Printer-Friendly
Email this Story
Post a Comment (0)
School Board tackles range of projects
At its Monday night meeting, the Clarke County School Board concentrated on some basic A-B-Cs, reviewing a wide swath of issues from academic changes to budget updates to construction projects.The board began the process of scaling back some programs and, with input from parent-teacher-citizen committees, restructuring others, especially ones for students deemed to be gifted and talented.
The early childhood education program, which currently serves disadvantaged and at-risk as well as mainstream children, will be open only to those determined to be at-risk next year, Chairman Robina Rich Bouffault (White Post District) said.
The decision was necessary to comply with state requirements to receive funding for the program, she said. Next year, the school system expects to receive only $165,000 for disadvantaged and at-risk children – a drop from the current $181,000 level, she added.
And the board asked Acting Superintendent John Taylor to do more work on his proposal to use federal low-income guidelines in deciding which students could qualify for help in paying to take the Advanced Placement and International Baccalaureate tests.
Taylor suggested the federal Agriculture Department’s free and reduced-lunch eligibility scale would be “relatively fair,” coupled with a provision allowing students for whom the cost would be a financial burden to ask for assistance.

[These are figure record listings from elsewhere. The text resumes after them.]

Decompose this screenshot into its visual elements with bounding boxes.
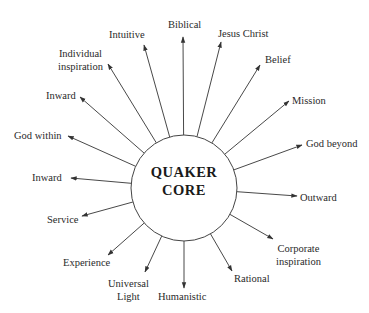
node-label-line: Corporate xyxy=(276,242,321,255)
arrow-god-within xyxy=(68,136,136,166)
node-label-line: Humanistic xyxy=(158,290,206,303)
node-label-line: Jesus Christ xyxy=(218,27,268,40)
node-label-line: Experience xyxy=(63,256,110,269)
node-label-experience: Experience xyxy=(63,256,110,269)
node-label-line: Outward xyxy=(300,191,337,204)
node-label-corporate-inspiration: Corporateinspiration xyxy=(276,242,321,268)
node-label-individual-inspiration: Individualinspiration xyxy=(58,47,103,73)
node-label-universal-light: UniversalLight xyxy=(108,277,149,303)
arrow-mission xyxy=(225,101,289,154)
arrow-service xyxy=(82,202,133,216)
node-label-mission: Mission xyxy=(292,94,326,107)
arrow-universal-light xyxy=(145,236,162,272)
node-label-line: Service xyxy=(47,213,79,226)
node-label-rational: Rational xyxy=(234,272,270,285)
node-label-line: Universal xyxy=(108,277,149,290)
arrow-experience xyxy=(108,223,144,255)
node-label-belief: Belief xyxy=(265,53,291,66)
node-label-line: Intuitive xyxy=(109,28,145,41)
node-label-line: Rational xyxy=(234,272,270,285)
node-label-line: Light xyxy=(108,290,149,303)
arrow-biblical xyxy=(183,37,184,135)
node-label-god-within: God within xyxy=(14,129,62,142)
node-label-god-beyond: God beyond xyxy=(306,137,358,150)
node-label-line: Inward xyxy=(32,171,62,184)
node-label-jesus-christ: Jesus Christ xyxy=(218,27,268,40)
node-label-humanistic: Humanistic xyxy=(158,290,206,303)
arrow-corporate-inspiration xyxy=(230,214,273,239)
arrow-intuitive xyxy=(144,45,170,137)
node-label-line: Belief xyxy=(265,53,291,66)
node-label-inward-lower: Inward xyxy=(32,171,62,184)
arrow-outward xyxy=(237,192,297,196)
node-label-line: Mission xyxy=(292,94,326,107)
arrow-inward-upper xyxy=(80,97,144,153)
node-label-service: Service xyxy=(47,213,79,226)
arrow-jesus-christ xyxy=(197,42,221,137)
node-label-biblical: Biblical xyxy=(168,18,201,31)
core-label-line-2: CORE xyxy=(134,181,234,199)
node-label-outward: Outward xyxy=(300,191,337,204)
node-label-line: Individual xyxy=(58,47,103,60)
node-label-line: Inward xyxy=(46,89,76,102)
arrow-rational xyxy=(211,234,233,271)
core-label: QUAKER CORE xyxy=(134,163,234,199)
node-label-intuitive: Intuitive xyxy=(109,28,145,41)
node-label-inward-upper: Inward xyxy=(46,89,76,102)
node-label-line: God beyond xyxy=(306,137,358,150)
arrow-individual-inspiration xyxy=(108,64,156,143)
node-label-line: inspiration xyxy=(58,60,103,73)
node-label-line: Biblical xyxy=(168,18,201,31)
arrow-god-beyond xyxy=(234,145,302,170)
node-label-line: inspiration xyxy=(276,255,321,268)
core-label-line-1: QUAKER xyxy=(134,163,234,181)
node-label-line: God within xyxy=(14,129,62,142)
arrow-inward-lower xyxy=(71,178,131,183)
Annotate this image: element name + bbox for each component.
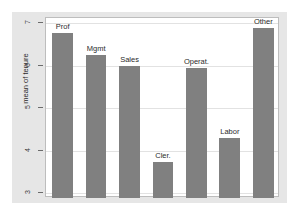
y-tick-mark <box>38 150 43 151</box>
y-tick-mark <box>38 65 43 66</box>
bar-label: Mgmt <box>78 44 115 53</box>
bar-label: Other <box>245 17 282 26</box>
y-tick-label: 5 <box>24 100 32 114</box>
y-tick-mark <box>38 22 43 23</box>
bar-label: Operat. <box>178 57 215 66</box>
bar <box>253 28 274 198</box>
bar-label: Sales <box>111 55 148 64</box>
y-tick-mark <box>38 192 43 193</box>
bar-chart: mean of tenure 76543 ProfMgmtSalesCler.O… <box>0 0 299 215</box>
y-tick-label: 4 <box>24 143 32 157</box>
y-tick-label: 7 <box>24 15 32 29</box>
bar <box>119 66 140 198</box>
y-tick-mark <box>38 107 43 108</box>
gridline <box>46 66 278 67</box>
y-tick-label: 3 <box>24 185 32 199</box>
bar <box>153 162 174 198</box>
bar-label: Prof <box>44 22 81 31</box>
gridline <box>46 108 278 109</box>
bar-label: Labor <box>211 127 248 136</box>
y-tick-label: 6 <box>24 58 32 72</box>
bar <box>186 68 207 198</box>
plot-area: ProfMgmtSalesCler.Operat.LaborOther <box>45 17 279 197</box>
bar-label: Cler. <box>145 151 182 160</box>
bar <box>86 55 107 198</box>
bar <box>219 138 240 198</box>
bar <box>52 33 73 198</box>
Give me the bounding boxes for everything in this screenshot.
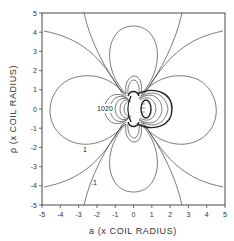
x-tick-label: 2 [168, 211, 172, 218]
x-tick-labels: -5 -4 -3 -2 -1 0 1 2 3 4 5 [39, 211, 227, 218]
y-tick-label: 1 [33, 86, 37, 93]
y-tick-labels: 5 4 3 2 1 0 -1 -2 -3 -4 -5 [31, 10, 37, 209]
contour-lines [44, 13, 223, 205]
y-tick-label: -4 [31, 182, 37, 189]
y-tick-label: -3 [31, 163, 37, 170]
y-tick-label: -5 [31, 202, 37, 209]
y-tick-label: 3 [33, 48, 37, 55]
y-tick-label: 4 [33, 29, 37, 36]
plot-frame [42, 13, 225, 205]
x-tick-label: 3 [186, 211, 190, 218]
contour-plot: 5 4 3 2 1 0 -1 -2 -3 -4 -5 -5 -4 -3 -2 -… [0, 0, 234, 241]
contour-label: 10 [97, 105, 105, 112]
x-tick-label: 1 [150, 211, 154, 218]
y-tick-label: -1 [31, 125, 37, 132]
x-tick-label: -2 [94, 211, 100, 218]
contour-label: .1 [91, 179, 97, 186]
x-tick-label: -3 [75, 211, 81, 218]
y-axis-title: ρ (x COIL RADIUS) [8, 65, 18, 153]
x-tick-label: -5 [39, 211, 45, 218]
y-tick-label: -2 [31, 144, 37, 151]
y-tick-label: 2 [33, 67, 37, 74]
contour-label: 1 [83, 146, 87, 153]
x-tick-label: 0 [132, 211, 136, 218]
y-tick-label: 0 [33, 106, 37, 113]
x-tick-label: 5 [223, 211, 227, 218]
x-axis-title: a (x COIL RADIUS) [89, 226, 177, 236]
contour-label: 20 [105, 105, 113, 112]
x-tick-label: 4 [205, 211, 209, 218]
contour-labels: 10 20 1 .1 [83, 104, 113, 186]
y-tick-label: 5 [33, 10, 37, 17]
x-tick-label: -4 [57, 211, 63, 218]
x-tick-label: -1 [112, 211, 118, 218]
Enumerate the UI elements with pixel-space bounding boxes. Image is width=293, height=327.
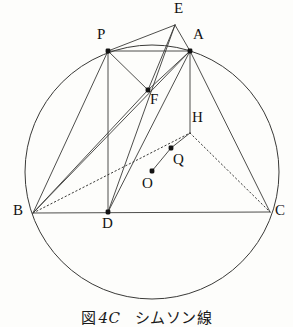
- point-dot-p: [106, 49, 111, 54]
- point-label-c: C: [275, 203, 285, 218]
- segment-B-F: [33, 90, 148, 213]
- segment-Q-H: [171, 133, 190, 148]
- point-label-h: H: [192, 110, 203, 125]
- point-label-p: P: [97, 27, 105, 42]
- segment-P-E: [108, 25, 175, 51]
- point-label-e: E: [174, 1, 183, 16]
- caption-text: シムソン線: [135, 309, 213, 327]
- point-label-b: B: [13, 203, 23, 218]
- point-label-q: Q: [173, 152, 184, 167]
- point-dot-d: [106, 210, 111, 215]
- point-dot-o: [150, 169, 155, 174]
- figure-caption: 図4Cシムソン線: [0, 306, 293, 327]
- geometry-canvas: [0, 0, 293, 327]
- caption-prefix: 図: [81, 309, 97, 327]
- point-dot-q: [169, 146, 174, 151]
- segment-H-C: [190, 133, 270, 212]
- point-label-d: D: [102, 216, 113, 231]
- point-label-a: A: [193, 27, 204, 42]
- segment-B-C: [33, 212, 270, 213]
- segment-A-B: [33, 51, 190, 213]
- point-label-o: O: [142, 176, 153, 191]
- segment-A-C: [190, 51, 270, 212]
- caption-number: 4C: [98, 309, 120, 327]
- segment-A-F: [148, 51, 190, 90]
- point-label-f: F: [150, 92, 158, 107]
- point-dot-a: [188, 49, 193, 54]
- segment-P-F: [108, 51, 148, 90]
- segment-P-B: [33, 51, 108, 213]
- figure-root: PAEFHQOBDC 図4Cシムソン線: [0, 0, 293, 327]
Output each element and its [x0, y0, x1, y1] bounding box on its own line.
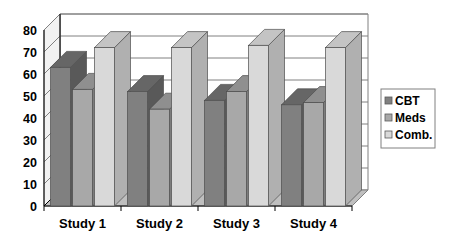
legend-label[interactable]: Meds [395, 111, 426, 125]
x-axis-category-label: Study 1 [59, 216, 106, 231]
y-axis-tick-labels: 01020304050607080 [23, 24, 37, 214]
y-axis-tick-label: 30 [23, 134, 37, 148]
x-axis-category-label: Study 2 [136, 216, 183, 231]
y-axis-tick-label: 80 [23, 24, 37, 38]
bar-3d[interactable] [326, 32, 362, 206]
y-axis-tick-label: 40 [23, 112, 37, 126]
legend-swatch [385, 131, 392, 138]
y-axis-tick-label: 0 [30, 200, 37, 214]
y-axis-tick-label: 70 [23, 46, 37, 60]
chart-legend[interactable]: CBTMedsComb. [381, 89, 435, 148]
x-axis-category-label: Study 4 [290, 216, 338, 231]
legend-label[interactable]: Comb. [395, 128, 432, 142]
y-axis-tick-label: 60 [23, 68, 37, 82]
y-axis-tick-label: 20 [23, 156, 37, 170]
bar-3d[interactable] [172, 32, 208, 206]
bar-3d[interactable] [249, 29, 285, 206]
x-axis-ticks [44, 206, 352, 211]
legend-swatch [385, 97, 392, 104]
bar-3d[interactable] [95, 32, 131, 206]
x-axis-category-label: Study 3 [213, 216, 260, 231]
legend-label[interactable]: CBT [395, 94, 420, 108]
y-axis-tick-label: 10 [23, 178, 37, 192]
y-axis-tick-label: 50 [23, 90, 37, 104]
chart-container: 01020304050607080 Study 1Study 2Study 3S… [0, 0, 452, 250]
legend-swatch [385, 114, 392, 121]
bar-chart-3d: 01020304050607080 Study 1Study 2Study 3S… [0, 0, 452, 250]
x-axis-category-labels: Study 1Study 2Study 3Study 4 [59, 216, 338, 231]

Board member Jennifer Welliver (Berryville District) described the USDA figures as a starting point, adding she hopes assistance can be based on the county’s median household income.
Bouffault also asked the board’s Finance Committee to meet once again this Friday at 1 p.m. to review budget information from county supervisors to determine whether any additional school cuts might be needed.
She told school officials that Board of Supervisors Chairman John Staelin (D-Millwood/Pine Grove) has told her that the county budget could have as much as half a million fewer dollars than had been anticipated.
School officials do not yet know what – if anything – that could mean for their budget, Bouffault said.
And board members agreed to spend $1,590 to get digital computer files specifying architectural design details for a new high school and the site plan for a 71-acre site for it just south of the existing school on Westwood Road that the Salvation Army has proposed to donate. These will allow the board to get a more precise idea of what building a school on that site could cost, Bouffault said.
Meanwhile, the board still expects to have by early May a final report from Fairfax-based engineering firm Gannett Fleming on its feasibility study of that site as well as three others under consideration: land behind the existing school, a 40-acre tract owned by Beverley Byrd, Jr., across Westwood Road from the school, and at least 40 acres offered by the Ketoctin Land Company next to Battlefield Estates in Berryville.
After its heating and air conditioning units receive sufficient power, the new D.G. Cooley Elementary School gymnasium is expected to open during the week of April 14-18, Business Director Ed Breslauer also told the board.
Contact the reporter at rmarlow@timespapers.com


You must be logged in to post a comment.